Larimer County opened its program in 1976, and it’s been publicly run ever since. But Corbitt said there were a few times when officials considered privatizing the operation. She recalled one such effort in the ’90s.

“It was a scary time because we knew that probably not all of us would be kept on,” she recalled. “It would change and it would be more about profit and it would be more about numbers and moving people through.”

Clifton said that a profit-driven motive plays into all kinds of decisions.

“That’s going to be reflected in staff selection, in site selection, in program selection, in food selection. I mean, it’s going to affect every single thing,” she said. “They’re not going to be in business in corrections unless they’re making money.”

She sees a public program like Larimer operating with a different incentive.

“Their margin is public safety, real public safety, and serving their community,” she said. “They want to make sure that their county is safer. And so that’s what they do. And they do it the best way they can.”

GEO said success for all of its facilities is “based on program performance and outcomes.”

“Historically, GEO has made large investments in facilities and programming and people (wages),” the statement from the company reads. “As a private entity, GEO can probably adjust to shifting needs and environments easier than public facilities.”

The real motive for keeping contractors like GEO in Colorado may boil down to economics. Before Herod’s measure to steer Colorado away from private prison operators passed last month, legislators from the eastern plains warned that an outright ban on the private sector could impact rural, cash-strapped communities that would suddenly be responsible for running complicated operations.

“In working in partnership with government agencies to deliver services more efficiently and cost-effectively, we are part of the solution,” GEO’s statement read.

Herod said Denver could finance any system it sets its mind to building.

In recent weeks, Mauro met with Clifton and her colleagues to discuss their big ideas for a new program at Tooley Hall. While he thinks it’s possible for both private and public configurations to produce positive outcomes, he said he’s excited about the things the reform group is talking about. Still, he’s not certain they’ll get everything they want.

“We may not be able to get everything we want in year one, and we may not be able to get everything we want at all,” he said. Still: “We’re working hard, and we hope to build something that serves women and all clients in community corrections well, and that the residents of Denver can be proud of.”

In the meantime, it’s likely the state’s justice system will continue to churn out activists like Clifton.

Dissatisfied with their experiences during their rehabilitation, it’s not uncommon to hear people say they’ve committed themselves to helping those still serving time.

In the four years since she left prison, Goodlow has become an advocate for halfway house clients. She recently started a business, “No More Chains Mentoring,” that she hopes will help people navigate the tricky systems that failed her.
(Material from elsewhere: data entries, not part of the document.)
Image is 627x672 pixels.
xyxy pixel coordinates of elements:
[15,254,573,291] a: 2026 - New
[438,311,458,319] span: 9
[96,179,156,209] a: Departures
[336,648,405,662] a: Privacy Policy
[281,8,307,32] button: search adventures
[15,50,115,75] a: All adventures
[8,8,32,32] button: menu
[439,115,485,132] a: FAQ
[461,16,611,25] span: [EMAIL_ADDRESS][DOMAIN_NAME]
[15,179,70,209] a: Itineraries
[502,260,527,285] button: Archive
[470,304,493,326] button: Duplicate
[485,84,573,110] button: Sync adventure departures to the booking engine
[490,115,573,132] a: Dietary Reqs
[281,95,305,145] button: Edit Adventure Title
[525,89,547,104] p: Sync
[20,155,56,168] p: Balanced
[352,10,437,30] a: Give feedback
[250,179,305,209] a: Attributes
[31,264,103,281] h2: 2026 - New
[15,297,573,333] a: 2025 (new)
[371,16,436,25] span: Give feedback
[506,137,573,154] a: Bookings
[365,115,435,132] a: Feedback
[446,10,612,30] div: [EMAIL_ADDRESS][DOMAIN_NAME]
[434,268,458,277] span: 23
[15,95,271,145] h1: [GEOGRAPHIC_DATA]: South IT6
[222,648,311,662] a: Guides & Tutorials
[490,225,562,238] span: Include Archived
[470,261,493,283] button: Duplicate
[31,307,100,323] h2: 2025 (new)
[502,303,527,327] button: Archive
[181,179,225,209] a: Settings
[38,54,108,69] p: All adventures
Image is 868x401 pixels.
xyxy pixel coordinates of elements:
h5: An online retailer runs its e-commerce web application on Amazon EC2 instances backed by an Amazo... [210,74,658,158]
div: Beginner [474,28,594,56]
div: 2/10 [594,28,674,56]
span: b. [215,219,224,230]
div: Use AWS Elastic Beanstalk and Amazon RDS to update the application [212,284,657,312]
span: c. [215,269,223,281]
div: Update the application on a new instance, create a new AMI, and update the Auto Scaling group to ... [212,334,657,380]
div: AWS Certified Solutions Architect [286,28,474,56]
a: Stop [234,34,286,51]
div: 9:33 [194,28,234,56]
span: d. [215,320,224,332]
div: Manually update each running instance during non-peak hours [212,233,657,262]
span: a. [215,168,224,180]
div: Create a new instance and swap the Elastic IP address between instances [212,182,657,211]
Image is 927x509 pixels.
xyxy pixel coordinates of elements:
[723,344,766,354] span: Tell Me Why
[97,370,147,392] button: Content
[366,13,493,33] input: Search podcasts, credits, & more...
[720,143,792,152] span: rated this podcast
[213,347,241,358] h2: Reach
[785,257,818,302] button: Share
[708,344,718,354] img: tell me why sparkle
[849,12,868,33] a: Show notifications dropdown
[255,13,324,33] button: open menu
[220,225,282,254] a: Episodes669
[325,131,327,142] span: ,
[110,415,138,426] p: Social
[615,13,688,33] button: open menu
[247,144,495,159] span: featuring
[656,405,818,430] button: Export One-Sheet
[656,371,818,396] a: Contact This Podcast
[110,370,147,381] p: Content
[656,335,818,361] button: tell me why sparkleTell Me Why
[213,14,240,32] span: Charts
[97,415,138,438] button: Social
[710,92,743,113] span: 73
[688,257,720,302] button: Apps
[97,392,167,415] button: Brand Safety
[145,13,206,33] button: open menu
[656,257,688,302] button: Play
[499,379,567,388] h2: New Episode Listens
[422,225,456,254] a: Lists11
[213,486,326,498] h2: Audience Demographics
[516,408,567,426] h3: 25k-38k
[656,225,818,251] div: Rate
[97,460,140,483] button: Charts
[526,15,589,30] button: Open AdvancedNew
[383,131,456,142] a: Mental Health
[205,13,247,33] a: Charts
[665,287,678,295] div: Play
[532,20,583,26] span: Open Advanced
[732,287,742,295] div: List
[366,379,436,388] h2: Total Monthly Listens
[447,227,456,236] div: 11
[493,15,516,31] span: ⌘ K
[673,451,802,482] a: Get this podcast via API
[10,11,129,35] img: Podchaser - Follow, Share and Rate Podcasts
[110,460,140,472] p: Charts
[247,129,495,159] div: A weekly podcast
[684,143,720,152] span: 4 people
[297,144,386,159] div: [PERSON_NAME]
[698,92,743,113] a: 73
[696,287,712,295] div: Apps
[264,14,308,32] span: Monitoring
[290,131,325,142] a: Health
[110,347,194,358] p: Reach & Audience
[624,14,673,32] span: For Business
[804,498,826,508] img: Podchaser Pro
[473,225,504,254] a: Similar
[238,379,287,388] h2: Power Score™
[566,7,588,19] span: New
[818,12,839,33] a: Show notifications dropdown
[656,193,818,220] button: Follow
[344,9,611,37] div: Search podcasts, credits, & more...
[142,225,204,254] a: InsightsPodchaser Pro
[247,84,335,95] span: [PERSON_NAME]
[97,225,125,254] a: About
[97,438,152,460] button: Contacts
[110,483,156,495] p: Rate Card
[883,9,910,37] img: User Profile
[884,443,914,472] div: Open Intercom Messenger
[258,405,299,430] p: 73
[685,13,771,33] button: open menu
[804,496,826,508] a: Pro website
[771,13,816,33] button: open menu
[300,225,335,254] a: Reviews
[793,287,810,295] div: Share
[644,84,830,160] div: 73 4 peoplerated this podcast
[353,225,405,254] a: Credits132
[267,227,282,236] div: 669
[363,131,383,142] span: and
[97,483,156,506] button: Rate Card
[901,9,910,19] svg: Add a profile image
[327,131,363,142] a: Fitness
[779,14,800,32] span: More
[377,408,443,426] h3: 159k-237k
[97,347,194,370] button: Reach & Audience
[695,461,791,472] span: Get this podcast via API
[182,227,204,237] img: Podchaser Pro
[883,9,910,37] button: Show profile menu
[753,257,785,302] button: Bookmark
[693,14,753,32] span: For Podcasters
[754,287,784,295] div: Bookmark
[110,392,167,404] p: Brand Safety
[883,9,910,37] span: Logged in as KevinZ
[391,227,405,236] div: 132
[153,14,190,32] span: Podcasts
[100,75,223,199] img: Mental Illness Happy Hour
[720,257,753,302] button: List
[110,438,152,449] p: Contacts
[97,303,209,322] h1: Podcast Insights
Morgan said she’s thinking about becoming a therapist or mentor as she figures out what the next era of her life may look like, and possibly go back to a place like ACRC.

She said people are stripped of their voices in halfway houses and prisons. It’s so easy for them to fall through the cracks. She’d like to see something change.

She doesn’t want anyone to struggle to change like she did.

“My biggest thing is to give these people a chance, give them a chance to better their lives. We all make mistakes and if people keep throwing those mistakes on them, they’re never going to be able to grow,” she said. “All I want is just for people to know that a lot of us want to be better. We want to get better, we want to have a successful life. And the only way that that can happen is people give us a chance.”